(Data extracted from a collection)
****************

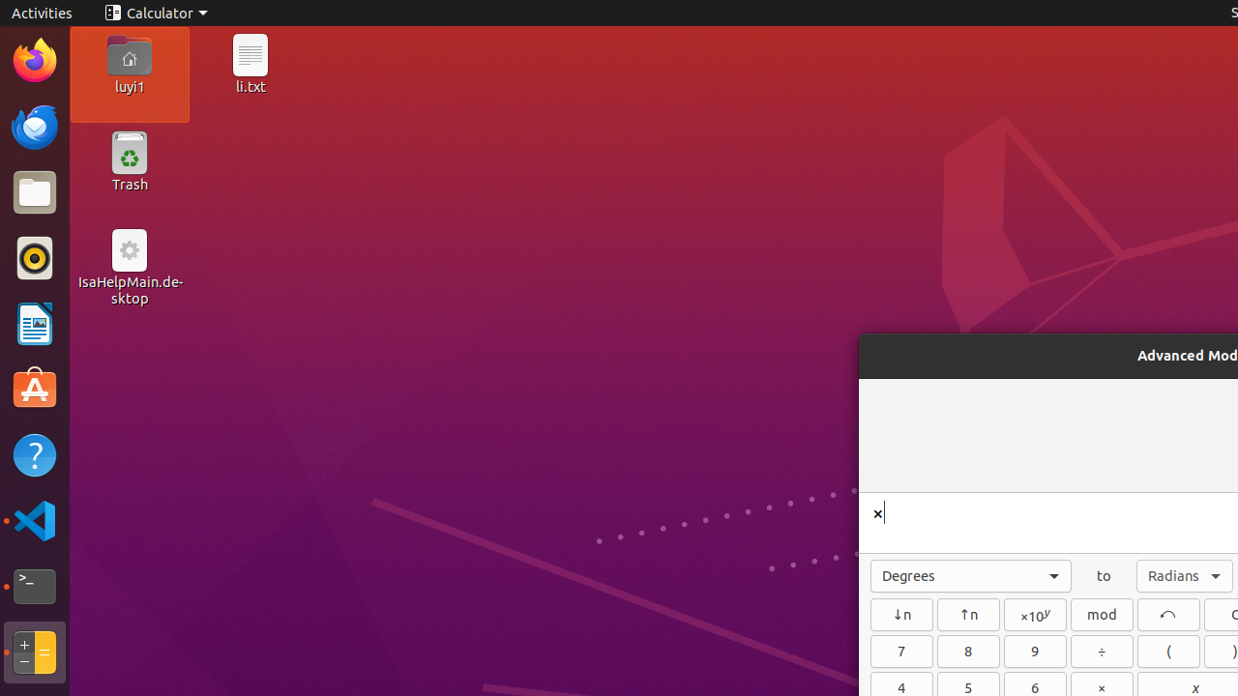 The height and width of the screenshot is (696, 1238). Describe the element at coordinates (43, 14) in the screenshot. I see `Activities` at that location.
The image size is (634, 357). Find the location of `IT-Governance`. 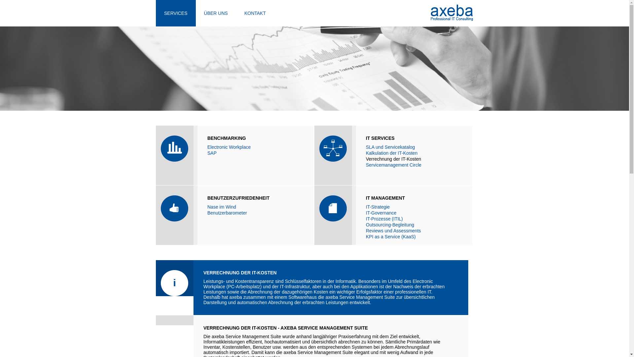

IT-Governance is located at coordinates (414, 213).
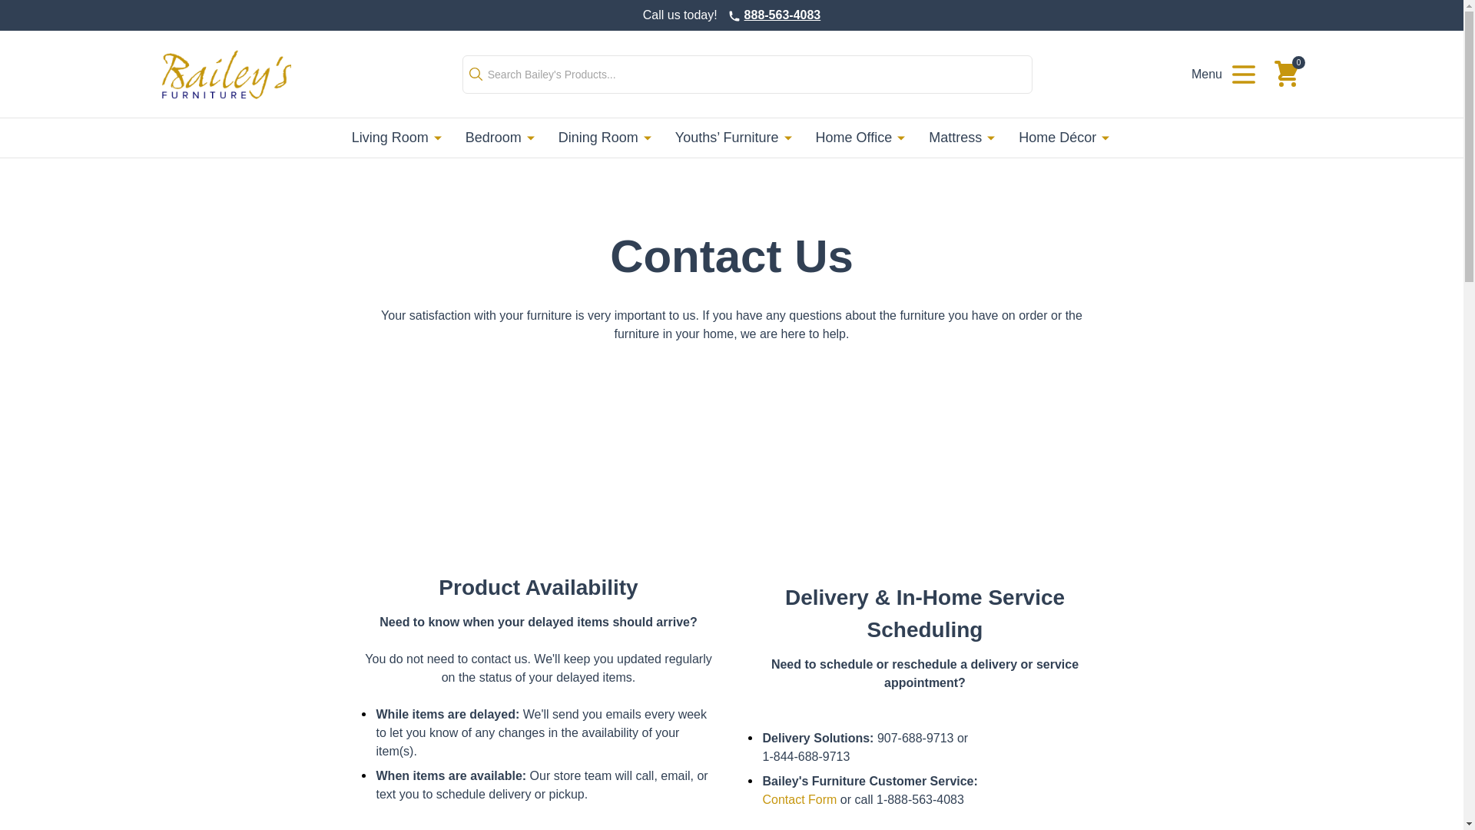 The width and height of the screenshot is (1475, 830). What do you see at coordinates (601, 138) in the screenshot?
I see `Dining Room` at bounding box center [601, 138].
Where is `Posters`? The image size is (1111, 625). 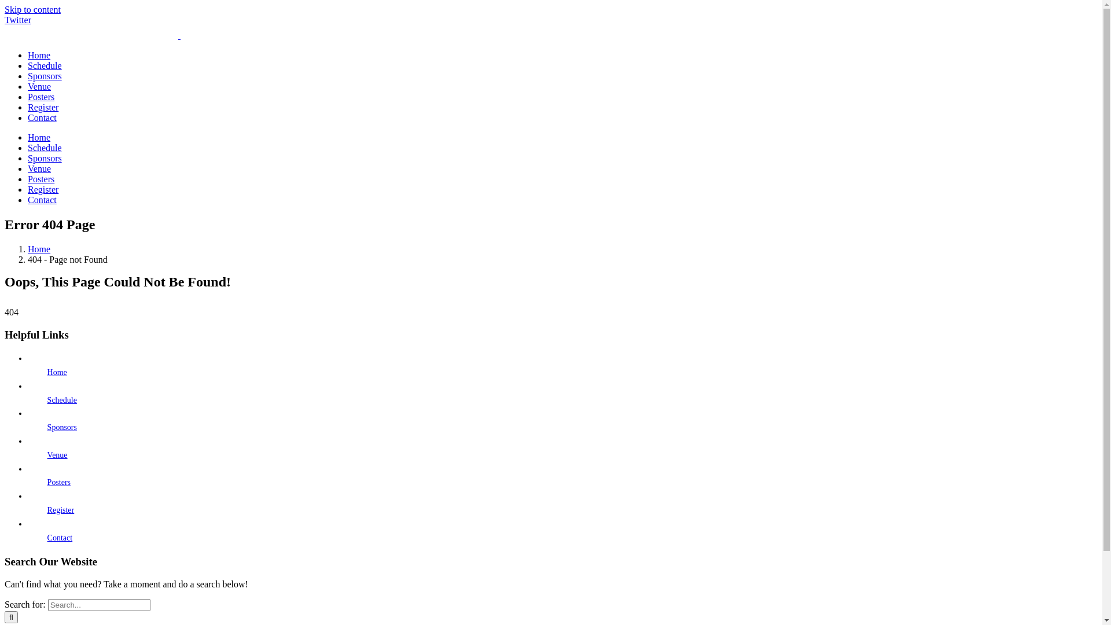
Posters is located at coordinates (41, 97).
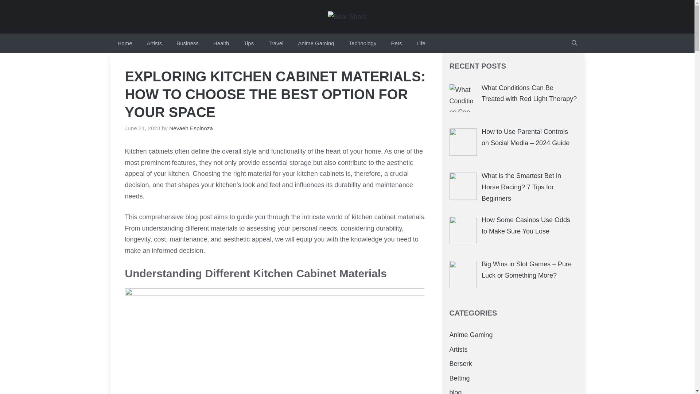 The image size is (700, 394). What do you see at coordinates (459, 378) in the screenshot?
I see `Betting` at bounding box center [459, 378].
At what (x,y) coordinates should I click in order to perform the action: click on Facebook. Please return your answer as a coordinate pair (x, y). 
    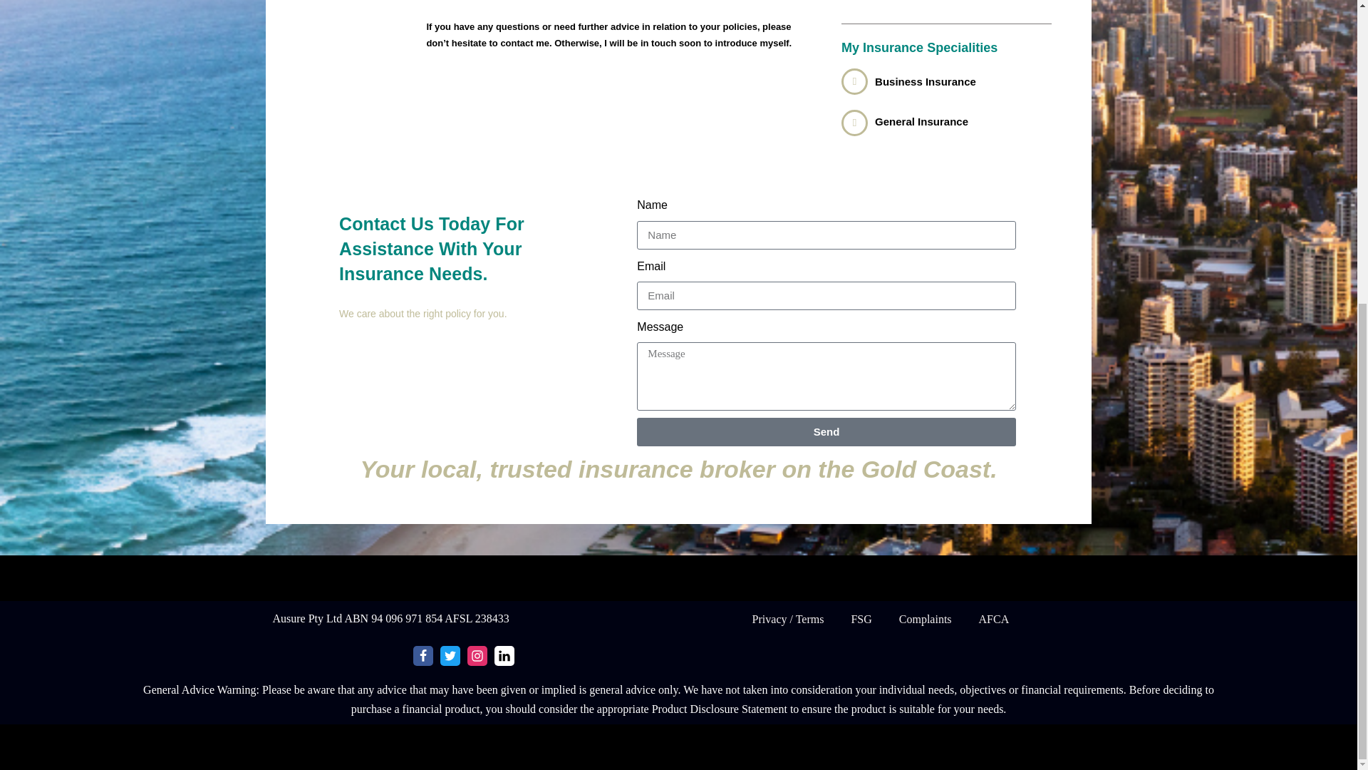
    Looking at the image, I should click on (423, 656).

****************

◆ Required action
Reproduce exactly and only the lines from the "is (1111, 625)." line to the last line of the records above. Do not carry over any pictures.

◆ Result
Where is `Posters`? The image size is (1111, 625). 
Posters is located at coordinates (41, 97).
 The image size is (700, 394). What do you see at coordinates (459, 378) in the screenshot?
I see `Betting` at bounding box center [459, 378].
At what (x,y) coordinates should I click in order to perform the action: click on Facebook. Please return your answer as a coordinate pair (x, y). 
    Looking at the image, I should click on (423, 656).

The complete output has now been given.